« Cooking skills: a tool for a healthy diet »

Cooking crisis: What crisis?

To cook or not to cook?

Cooking has long been a topic of discussion and concern among those arguing for a healthy diet. Chadwick, the great public health reformer, in 1842 called for cooking education1.

The Obama administration has heartedly endorsed cooking, mainly through the First Lady and a program called Cooking Matters, to address the obesity problem in the United States (http://cookingmatters.org/).

Changing practices in cooking and food preparation and the way we eat2,3 some argue are driven by a loss of skills. Others argue that there is not a loss of skills but a changing set of skills4 driven by the changing nature of food provision and demands on our time5. Our research in 1999 showed the United Kingdom population with low levels of skills, with the rich having higher levels of a skills deficit6.

Evidence for cooking interventions

There is emerging evidence that in communities that cook7 there is an enhanced health outcome but we do not know how best to transfer those skills and to encourage their continued use in the light of changing times and habits.

  • The evidence for schools
    The promotion of cooking in school settings are often based on a relationship between cooking and health outcomes8. One of our most recent pieces of research explored the transference of skills from the classroom to the home9. We found some short-term transference of skills and acceptance of tastes to the home. A key success was with vegetable and vegetable consumption and the encouragement to prepare vegetables as part of the meal plate and not just hide them away in foods as an ingredient. Tasting and peer approval appeared to be important in encouraging this.
  • Community cooking for adults
    Cooking classes for adults in the community are popular food initiatives. These are often run to fi ll gaps in knowledge and skills that adults have not managed to acquire. A review of cooking for adults concluded that the available evidence is inconclusive for community based adult interventions, largely due to poor quality evaluations10. This lack of evidence has not stopped public and private bodies funding such initiatives.

So?

The main drives for the teaching of cooking have come from the health sector, which believes this is a way forward to deliver healthy eating. Many celebrity chefs have linked to this, the most obvious being Jamie Oliver (others are Stephanie Alexander in Australia and Alice Waters in the USA). The majority of claims are not based on evidence and often seem to hinge around a lack of public health imagination. So we invest resources in programmes without a clear evidence base. What we need is to invest in research to develop a robust evidence base from existing activities.

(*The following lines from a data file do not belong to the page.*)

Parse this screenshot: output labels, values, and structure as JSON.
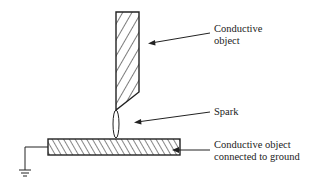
{
  "diagram": {
    "type": "electrostatic spark discharge illustration",
    "labels": {
      "upper_object": "Conductive\nobject",
      "spark": "Spark",
      "lower_object": "Conductive object\nconnected to ground"
    },
    "components": [
      {
        "id": "upper-conductor",
        "shape": "hatched vertical rod with tapered tip"
      },
      {
        "id": "spark",
        "shape": "ellipse between rod tip and plate"
      },
      {
        "id": "lower-conductor",
        "shape": "hatched horizontal plate"
      },
      {
        "id": "ground",
        "shape": "ground symbol connected to plate via wire"
      }
    ],
    "colors": {
      "stroke": "#222222",
      "background": "#ffffff"
    }
  }
}
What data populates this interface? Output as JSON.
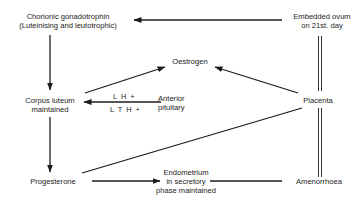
{
  "diagram": {
    "type": "flow",
    "nodes": {
      "chorionic": {
        "line1": "Chorionic gonadotrophin",
        "line2": "(Luteinising and leutotrophic)"
      },
      "embedded": {
        "line1": "Embedded ovum",
        "line2": "on 21st. day"
      },
      "oestrogen": {
        "line1": "Oestrogen"
      },
      "corpus": {
        "line1": "Corpus luteum",
        "line2": "maintained"
      },
      "pituitary": {
        "line1": "Anterior",
        "line2": "pituitary"
      },
      "placenta": {
        "line1": "Placenta"
      },
      "progesterone": {
        "line1": "Progesterone"
      },
      "endometrium": {
        "line1": "Endometrium",
        "line2": "in secretory",
        "line3": "phase maintained"
      },
      "amenorrhoea": {
        "line1": "Amenorrhoea"
      }
    },
    "edge_labels": {
      "lh": "L H +",
      "lth": "L T H +"
    },
    "edges": [
      {
        "from": "embedded",
        "to": "chorionic",
        "style": "arrow"
      },
      {
        "from": "embedded",
        "to": "placenta",
        "style": "double-line"
      },
      {
        "from": "placenta",
        "to": "amenorrhoea",
        "style": "double-line"
      },
      {
        "from": "chorionic",
        "to": "corpus",
        "style": "arrow"
      },
      {
        "from": "corpus",
        "to": "oestrogen",
        "style": "arrow"
      },
      {
        "from": "placenta",
        "to": "oestrogen",
        "style": "arrow"
      },
      {
        "from": "pituitary",
        "to": "corpus",
        "style": "arrow",
        "labels": [
          "L H +",
          "L T H +"
        ]
      },
      {
        "from": "corpus",
        "to": "progesterone",
        "style": "arrow"
      },
      {
        "from": "placenta",
        "to": "progesterone",
        "style": "line"
      },
      {
        "from": "progesterone",
        "to": "endometrium",
        "style": "arrow"
      },
      {
        "from": "endometrium",
        "to": "amenorrhoea",
        "style": "line"
      }
    ],
    "colors": {
      "ink": "#1c1c1c",
      "background": "#ffffff"
    }
  }
}
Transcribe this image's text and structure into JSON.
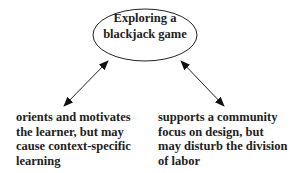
{
  "center_node": {
    "lines": [
      "Exploring a",
      "blackjack game"
    ]
  },
  "left_note": {
    "lines": [
      "orients and motivates",
      "the learner, but may",
      "cause context-specific",
      "learning"
    ]
  },
  "right_note": {
    "lines": [
      "supports a community",
      "focus on design, but",
      "may disturb the division",
      "of labor"
    ]
  },
  "colors": {
    "stroke": "#222222",
    "text": "#222222",
    "background": "#ffffff"
  }
}
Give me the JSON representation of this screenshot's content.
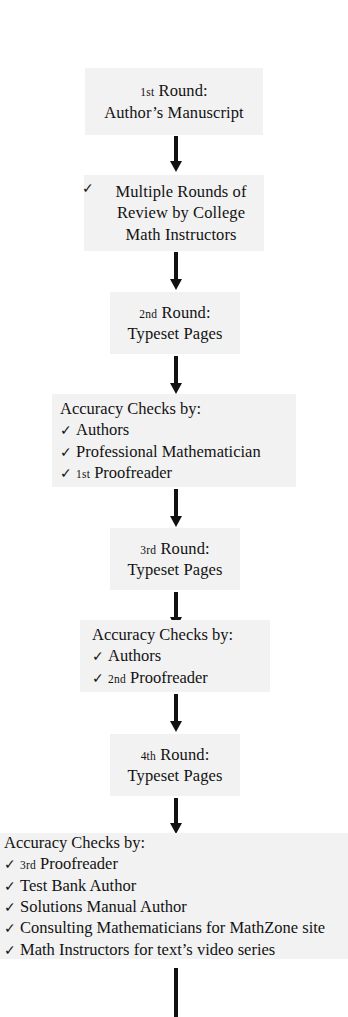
{
  "diagram": {
    "type": "flowchart",
    "orientation": "vertical",
    "colors": {
      "node_background": "#f2f2f2",
      "page_background": "#ffffff",
      "text": "#121212",
      "arrow": "#111111"
    },
    "check_glyph": "✓",
    "nodes": [
      {
        "id": "round-1",
        "lines": [
          {
            "ordinal": "1",
            "suffix": "st",
            "text": " Round:"
          },
          {
            "text": "Author’s Manuscript"
          }
        ]
      },
      {
        "id": "multiple-rounds-review",
        "lines": [
          {
            "checked": true,
            "text": "Multiple Rounds of"
          },
          {
            "text": "Review by College"
          },
          {
            "text": "Math Instructors"
          }
        ]
      },
      {
        "id": "round-2",
        "lines": [
          {
            "ordinal": "2",
            "suffix": "nd",
            "text": " Round:"
          },
          {
            "text": "Typeset Pages"
          }
        ]
      },
      {
        "id": "accuracy-checks-1",
        "header": "Accuracy Checks by:",
        "items": [
          {
            "text": "Authors"
          },
          {
            "text": "Professional Mathematician"
          },
          {
            "ordinal": "1",
            "suffix": "st",
            "text": " Proofreader"
          }
        ]
      },
      {
        "id": "round-3",
        "lines": [
          {
            "ordinal": "3",
            "suffix": "rd",
            "text": " Round:"
          },
          {
            "text": "Typeset Pages"
          }
        ]
      },
      {
        "id": "accuracy-checks-2",
        "header": "Accuracy Checks by:",
        "items": [
          {
            "text": "Authors"
          },
          {
            "ordinal": "2",
            "suffix": "nd",
            "text": " Proofreader"
          }
        ]
      },
      {
        "id": "round-4",
        "lines": [
          {
            "ordinal": "4",
            "suffix": "th",
            "text": " Round:"
          },
          {
            "text": "Typeset Pages"
          }
        ]
      },
      {
        "id": "accuracy-checks-3",
        "header": "Accuracy Checks by:",
        "items": [
          {
            "ordinal": "3",
            "suffix": "rd",
            "text": " Proofreader"
          },
          {
            "text": "Test Bank Author"
          },
          {
            "text": "Solutions Manual Author"
          },
          {
            "text": "Consulting Mathematicians for MathZone site"
          },
          {
            "text": "Math Instructors for text’s video series"
          }
        ]
      }
    ]
  },
  "n1": {
    "l1_ord": "1",
    "l1_sup": "st",
    "l1_rest": " Round:",
    "l2": "Author’s Manuscript"
  },
  "n2": {
    "check": "✓",
    "l1": "Multiple Rounds of",
    "l2": "Review by College",
    "l3": "Math Instructors"
  },
  "n3": {
    "l1_ord": "2",
    "l1_sup": "nd",
    "l1_rest": " Round:",
    "l2": "Typeset Pages"
  },
  "n4": {
    "header": "Accuracy Checks by:",
    "check": "✓",
    "i1": "Authors",
    "i2": "Professional Mathematician",
    "i3_ord": "1",
    "i3_sup": "st",
    "i3_rest": " Proofreader"
  },
  "n5": {
    "l1_ord": "3",
    "l1_sup": "rd",
    "l1_rest": " Round:",
    "l2": "Typeset Pages"
  },
  "n6": {
    "header": "Accuracy Checks by:",
    "check": "✓",
    "i1": "Authors",
    "i2_ord": "2",
    "i2_sup": "nd",
    "i2_rest": " Proofreader"
  },
  "n7": {
    "l1_ord": "4",
    "l1_sup": "th",
    "l1_rest": " Round:",
    "l2": "Typeset Pages"
  },
  "n8": {
    "header": "Accuracy Checks by:",
    "check": "✓",
    "i1_ord": "3",
    "i1_sup": "rd",
    "i1_rest": " Proofreader",
    "i2": "Test Bank Author",
    "i3": "Solutions Manual Author",
    "i4": "Consulting Mathematicians for MathZone site",
    "i5": "Math Instructors for text’s video series"
  }
}
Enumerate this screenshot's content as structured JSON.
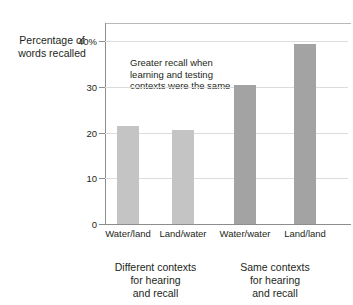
{
  "chart_data": {
    "type": "bar",
    "title": "",
    "xlabel": "",
    "ylabel": "Percentage of\nwords recalled",
    "categories": [
      "Water/land",
      "Land/water",
      "Water/water",
      "Land/land"
    ],
    "values": [
      21.5,
      20.5,
      30.4,
      39.3
    ],
    "ylim": [
      0,
      44
    ],
    "yticks": [
      0,
      10,
      20,
      30,
      40
    ],
    "ytick_labels": [
      "0",
      "10",
      "20",
      "30",
      "40%"
    ],
    "grid": true,
    "legend": "none",
    "bar_colors": [
      "#c4c4c4",
      "#c4c4c4",
      "#a3a3a3",
      "#a3a3a3"
    ],
    "annotations": [
      {
        "text": "Greater recall when\nlearning and testing\ncontexts were the same"
      }
    ],
    "groups": [
      {
        "label": "Different contexts\nfor hearing\nand recall",
        "categories": [
          "Water/land",
          "Land/water"
        ]
      },
      {
        "label": "Same contexts\nfor hearing\nand recall",
        "categories": [
          "Water/water",
          "Land/land"
        ]
      }
    ]
  },
  "colors": {
    "axis": "#8d8d8d",
    "grid": "#dcdcdc",
    "text": "#231f20",
    "background": "#ffffff"
  }
}
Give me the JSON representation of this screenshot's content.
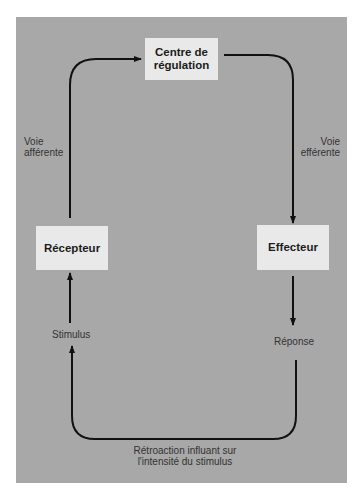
{
  "diagram": {
    "nodes": {
      "control_center": {
        "line1": "Centre de",
        "line2": "régulation"
      },
      "receptor": {
        "label": "Récepteur"
      },
      "effector": {
        "label": "Effecteur"
      }
    },
    "labels": {
      "afferent": {
        "line1": "Voie",
        "line2": "afférente"
      },
      "efferent": {
        "line1": "Voie",
        "line2": "efférente"
      },
      "stimulus": "Stimulus",
      "response": "Réponse",
      "feedback": {
        "line1": "Rétroaction influant sur",
        "line2": "l'intensité du stimulus"
      }
    },
    "edges": [
      {
        "from": "receptor",
        "to": "control_center",
        "label": "Voie afférente"
      },
      {
        "from": "control_center",
        "to": "effector",
        "label": "Voie efférente"
      },
      {
        "from": "effector",
        "to": "response"
      },
      {
        "from": "response",
        "to": "stimulus",
        "label": "Rétroaction influant sur l'intensité du stimulus"
      },
      {
        "from": "stimulus",
        "to": "receptor"
      }
    ],
    "colors": {
      "panel": "#a8a8a8",
      "box": "#e9e9e9",
      "line": "#111111"
    }
  }
}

There are many reasons to teach cooking to people, at its simplest this is a necessary citizenship skill which helps in many areas such as food choice and sociability, even if an individual decides not to cook. The evidence suggests that cooking has a role to play in extending diets by following the following principles:

  • Allows young people/adults to prepare, experiment, taste and try new foods in a safe environment.
  • Models of teaching which rely less on demonstration and more on involvement are more likely to be successful. Demonstration of a dish or meal preparation tends to suggest a proper way or look to a meal/dish.
  • Those which focus on meal preparation with vegetables as a key component or side dish are more likely to result in healthy eating.
  • Linking skills with confi dence is important.
  1. Chadwick, E. (1842) Report on the Sanitary Condition of the Labour Population and on the Means of its Improvement. London, May 1842.
  2. Symons, M. (1998) The Pudding that Took a Thousand Cooks: The story of cooking in civilisation and daily life. Penguin Books, Victoria Australia.
  3. Vileisis, A. (2008) Kitchen Literacy: How We Lost Knowledge of Where Food Comes from and Why we Need to Get It Back. Shearwater, Washington DC:.
  4. Stitt, S et al. (1997) ‘Schooling for capitalism: cooking and the national Curriculum’, in Köhler, B.M., Feichtinger, E., Barlösius, E. and Dowler, E. (eds,) Poverty and Food In Welfare Societies. WZB, Berlin, Berlin.
  5. Short, F. (2006) Kitchen secrets: The meaning of cooking in everyday life. Berg, London.
  6. Caraher M., et al (1999) The state of cooking in England: The relationship of cooking skills to food choice. British Food Journal, 101(8), 590–609.
  7. Chen, R. C.-Y., Lee, M. S., Chang, Y. H., & Wahlqvist, M. L. (2012). Cooking frequency may enhance survival in Taiwanese elderly. Public Health Nutrition, 15(7), 1142–1149.
  8. Seeley, A., Wu, M. and Caraher, M. (2010) ‘Should we teach cooking in schools? A systematic review of the literature of school-based cooking interventions’, Journal of the Home Economics Institute of Australia, 17 (1), 10-19.
  9. Caraher, M., et al. (2013). When chefs adopt a school? An evaluation of a cooking intervention in English primary schools. Appetite, 111(4-5), 452-474. doi:10.1016/j. appet.2012.11.007
  10. Rees. R., et al. (2012) Communities that cook: a systematic review of the effectiveness and appropriateness of interventions to introduce adults to home cooking. EPPI Centre, Social Science, Research Unit, Institute of Education, University of London.